Paris (AFP)

Arriving at the head in nine districts out of seventeen during the first round, Anne Hidalgo can calmly envisage the second round of municipal elections in Paris, reinforced by her alliance with environmentalists ... and the setbacks of The Republic on the move.

Tuesday, these are lists merged between those of the outgoing PS mayor and those of Europe ecology-The Greens, led in the first round by David Belliard, which were submitted to the prefecture.

"We found agreement on the three themes we have been working on for several days: the project, governance and the lists," campaign director of the outgoing mayor Emmanuel Grégoire told AFP. "We had an ecological and social project and we knew that a coalition was necessary. We are doing it today with Anne Hidalgo," said Mr. Belliard in an interview with the Parisian.

The two new allies appeared together for the first time in the campaign Tuesday afternoon, sitting down on a terrace just reopened in the 9th arrondissement. Asked about the place given to EELV in the executive, Anne Hidalgo reported that the agreement provided for "assistants and a district town hall, we will see" which one.

The only mathematics promises a victorious boulevard for the carriage on June 28, while the Hidalgo lists came first in the first round (29.33%), ahead of those of the LR Rachida Dati (22.72%), of the walker Agnès Buzyn (17.26%) and Mr. Belliard (10.79%).

Better still: the socialist came out on top in nine out of seventeen districts, without actually being threatened in its bastions - a big eastern half of the capital.

Admittedly, the outgoing collected five points less than in the first round of 2014. But the underperformance seems relative compared to the promises of rout made by her opponents a year ago, after the failures of the change of provider of the Vélib, the abolition of Autolib or the closure to motor traffic of part of the tracks on the banks, conspired by the oppositions.

Since then, the crash of the Griveaux candidacy and then the setbacks of its replacement Agnès Buzyn have finished showering LREM's hopes of conquering a capital yet deemed to be close at hand after the excellent scores of the presidential movement in the 2017 legislative elections and in 2019 European.

And if The Republicans, led by Rachida Dati, can congratulate themselves on an honorable score from the mayor of the 7th arrondissement - the only one in the capital to have been re-elected in the first round - their vote reserves seem meager to be able to hope to remove the 'City Hall. Especially since any hint of alliance between LREM and LR, as notably imagined in the 5th arrondissement, was aborted by the two partisan staffs.

- Rallies -

Like many outgoing mayors, Anne Hidalgo also intends to capitalize on a bonus for continuity, reinforced by the coronavirus crisis.

The massive enthusiasm for cycling has, for example, enabled him to speed up the calendar for creating cycle paths. However, the conversion in less than twenty-four hours of the rue de Rivoli, one of the main east-west arteries of the center of the capital, to almost all-bike - taxis and buses are also authorized to circulate there - has never raised anything but soft questions from his opponents.

Formerly considered to be divisive, the outgoing thus played with a front that was nonetheless nourished by "Everything except Hidalgo" and now imposes itself as a rallyer: the ex-LREM deputy Aurélien Taché supported him, part immersed in an iceberg of the historic left wing of La République en Marche, which had called from the start not to give up an alliance with the outgoing mayor.

Cédric Villani, dissident LREM, does not appear in any way as a threat after his modest score in the first round: 7.88%.

If she were to be re-elected mayor of Paris, Anne Hidalgo would impose herself as one of the triumphant survivals of an always convalescent PS.

Thinking about the presidential election of 2022? She swears not. "Yet, on the left, there will be only it," predicts a minister.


▸ **PROBLEM DESCRIPTION**
Wherever pictures occur in the entries below, leave them out and retype the rest exactly.

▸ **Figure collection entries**
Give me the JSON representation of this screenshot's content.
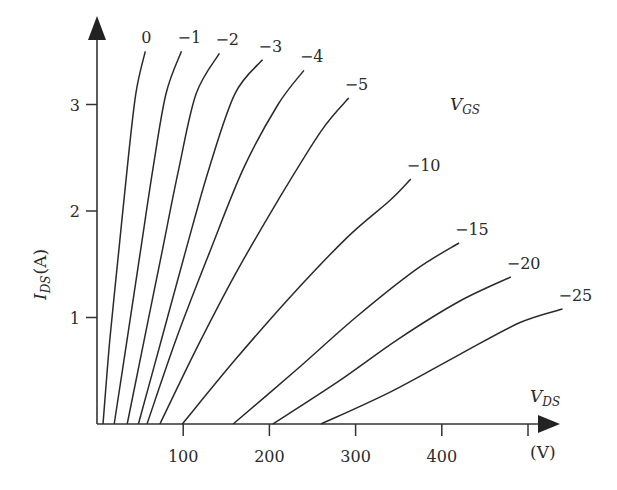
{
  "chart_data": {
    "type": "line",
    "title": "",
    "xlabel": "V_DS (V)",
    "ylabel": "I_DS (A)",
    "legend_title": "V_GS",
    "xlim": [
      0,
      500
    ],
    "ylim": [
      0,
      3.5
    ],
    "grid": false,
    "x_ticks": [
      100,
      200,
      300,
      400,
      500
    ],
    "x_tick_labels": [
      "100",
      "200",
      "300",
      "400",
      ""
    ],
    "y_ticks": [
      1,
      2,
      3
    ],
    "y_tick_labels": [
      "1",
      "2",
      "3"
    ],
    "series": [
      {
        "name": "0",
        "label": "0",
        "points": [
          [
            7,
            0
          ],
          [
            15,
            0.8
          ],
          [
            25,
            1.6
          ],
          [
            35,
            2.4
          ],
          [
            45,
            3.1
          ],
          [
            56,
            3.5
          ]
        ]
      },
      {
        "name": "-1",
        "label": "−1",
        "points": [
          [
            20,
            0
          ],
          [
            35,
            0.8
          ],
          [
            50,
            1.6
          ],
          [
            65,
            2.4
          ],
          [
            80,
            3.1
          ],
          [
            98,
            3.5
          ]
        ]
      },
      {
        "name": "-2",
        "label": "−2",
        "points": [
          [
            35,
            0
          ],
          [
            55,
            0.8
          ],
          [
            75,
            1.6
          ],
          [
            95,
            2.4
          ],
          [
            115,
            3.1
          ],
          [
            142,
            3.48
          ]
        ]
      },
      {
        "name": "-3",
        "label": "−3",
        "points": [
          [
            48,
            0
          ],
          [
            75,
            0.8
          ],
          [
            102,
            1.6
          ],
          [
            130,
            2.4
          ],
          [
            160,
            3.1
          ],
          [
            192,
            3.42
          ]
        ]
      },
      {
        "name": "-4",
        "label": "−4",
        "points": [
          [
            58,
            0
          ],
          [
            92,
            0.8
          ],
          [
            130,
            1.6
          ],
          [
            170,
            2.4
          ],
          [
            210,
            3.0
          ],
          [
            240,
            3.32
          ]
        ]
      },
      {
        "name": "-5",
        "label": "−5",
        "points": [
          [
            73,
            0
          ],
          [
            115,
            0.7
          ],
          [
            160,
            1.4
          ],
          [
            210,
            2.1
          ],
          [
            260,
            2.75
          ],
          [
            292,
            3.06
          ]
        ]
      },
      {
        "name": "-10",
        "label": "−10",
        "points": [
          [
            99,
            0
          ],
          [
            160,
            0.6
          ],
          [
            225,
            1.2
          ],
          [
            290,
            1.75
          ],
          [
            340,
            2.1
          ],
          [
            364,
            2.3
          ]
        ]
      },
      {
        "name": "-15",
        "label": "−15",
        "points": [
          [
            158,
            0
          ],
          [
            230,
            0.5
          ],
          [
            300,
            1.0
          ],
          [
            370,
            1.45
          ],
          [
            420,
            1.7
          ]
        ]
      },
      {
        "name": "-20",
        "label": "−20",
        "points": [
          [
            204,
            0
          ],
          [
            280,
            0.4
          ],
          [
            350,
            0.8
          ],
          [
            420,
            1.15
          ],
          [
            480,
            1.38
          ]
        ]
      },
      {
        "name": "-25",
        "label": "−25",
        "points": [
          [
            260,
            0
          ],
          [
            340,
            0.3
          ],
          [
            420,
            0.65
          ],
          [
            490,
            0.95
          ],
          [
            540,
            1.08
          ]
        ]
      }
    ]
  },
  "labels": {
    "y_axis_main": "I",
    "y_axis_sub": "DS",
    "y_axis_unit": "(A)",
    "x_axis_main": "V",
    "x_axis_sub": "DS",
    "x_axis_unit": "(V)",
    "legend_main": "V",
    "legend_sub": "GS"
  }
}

▸ **TASK RESPONSE**
Give me the JSON representation of this screenshot's content.
{
  "chart_data": {
    "type": "line",
    "title": "",
    "xlabel": "V_DS (V)",
    "ylabel": "I_DS (A)",
    "legend_title": "V_GS",
    "xlim": [
      0,
      500
    ],
    "ylim": [
      0,
      3.5
    ],
    "grid": false,
    "x_ticks": [
      100,
      200,
      300,
      400,
      500
    ],
    "x_tick_labels": [
      "100",
      "200",
      "300",
      "400",
      ""
    ],
    "y_ticks": [
      1,
      2,
      3
    ],
    "y_tick_labels": [
      "1",
      "2",
      "3"
    ],
    "series": [
      {
        "name": "0",
        "label": "0",
        "points": [
          [
            7,
            0
          ],
          [
            15,
            0.8
          ],
          [
            25,
            1.6
          ],
          [
            35,
            2.4
          ],
          [
            45,
            3.1
          ],
          [
            56,
            3.5
          ]
        ]
      },
      {
        "name": "-1",
        "label": "−1",
        "points": [
          [
            20,
            0
          ],
          [
            35,
            0.8
          ],
          [
            50,
            1.6
          ],
          [
            65,
            2.4
          ],
          [
            80,
            3.1
          ],
          [
            98,
            3.5
          ]
        ]
      },
      {
        "name": "-2",
        "label": "−2",
        "points": [
          [
            35,
            0
          ],
          [
            55,
            0.8
          ],
          [
            75,
            1.6
          ],
          [
            95,
            2.4
          ],
          [
            115,
            3.1
          ],
          [
            142,
            3.48
          ]
        ]
      },
      {
        "name": "-3",
        "label": "−3",
        "points": [
          [
            48,
            0
          ],
          [
            75,
            0.8
          ],
          [
            102,
            1.6
          ],
          [
            130,
            2.4
          ],
          [
            160,
            3.1
          ],
          [
            192,
            3.42
          ]
        ]
      },
      {
        "name": "-4",
        "label": "−4",
        "points": [
          [
            58,
            0
          ],
          [
            92,
            0.8
          ],
          [
            130,
            1.6
          ],
          [
            170,
            2.4
          ],
          [
            210,
            3.0
          ],
          [
            240,
            3.32
          ]
        ]
      },
      {
        "name": "-5",
        "label": "−5",
        "points": [
          [
            73,
            0
          ],
          [
            115,
            0.7
          ],
          [
            160,
            1.4
          ],
          [
            210,
            2.1
          ],
          [
            260,
            2.75
          ],
          [
            292,
            3.06
          ]
        ]
      },
      {
        "name": "-10",
        "label": "−10",
        "points": [
          [
            99,
            0
          ],
          [
            160,
            0.6
          ],
          [
            225,
            1.2
          ],
          [
            290,
            1.75
          ],
          [
            340,
            2.1
          ],
          [
            364,
            2.3
          ]
        ]
      },
      {
        "name": "-15",
        "label": "−15",
        "points": [
          [
            158,
            0
          ],
          [
            230,
            0.5
          ],
          [
            300,
            1.0
          ],
          [
            370,
            1.45
          ],
          [
            420,
            1.7
          ]
        ]
      },
      {
        "name": "-20",
        "label": "−20",
        "points": [
          [
            204,
            0
          ],
          [
            280,
            0.4
          ],
          [
            350,
            0.8
          ],
          [
            420,
            1.15
          ],
          [
            480,
            1.38
          ]
        ]
      },
      {
        "name": "-25",
        "label": "−25",
        "points": [
          [
            260,
            0
          ],
          [
            340,
            0.3
          ],
          [
            420,
            0.65
          ],
          [
            490,
            0.95
          ],
          [
            540,
            1.08
          ]
        ]
      }
    ]
  },
  "labels": {
    "y_axis_main": "I",
    "y_axis_sub": "DS",
    "y_axis_unit": "(A)",
    "x_axis_main": "V",
    "x_axis_sub": "DS",
    "x_axis_unit": "(V)",
    "legend_main": "V",
    "legend_sub": "GS"
  }
}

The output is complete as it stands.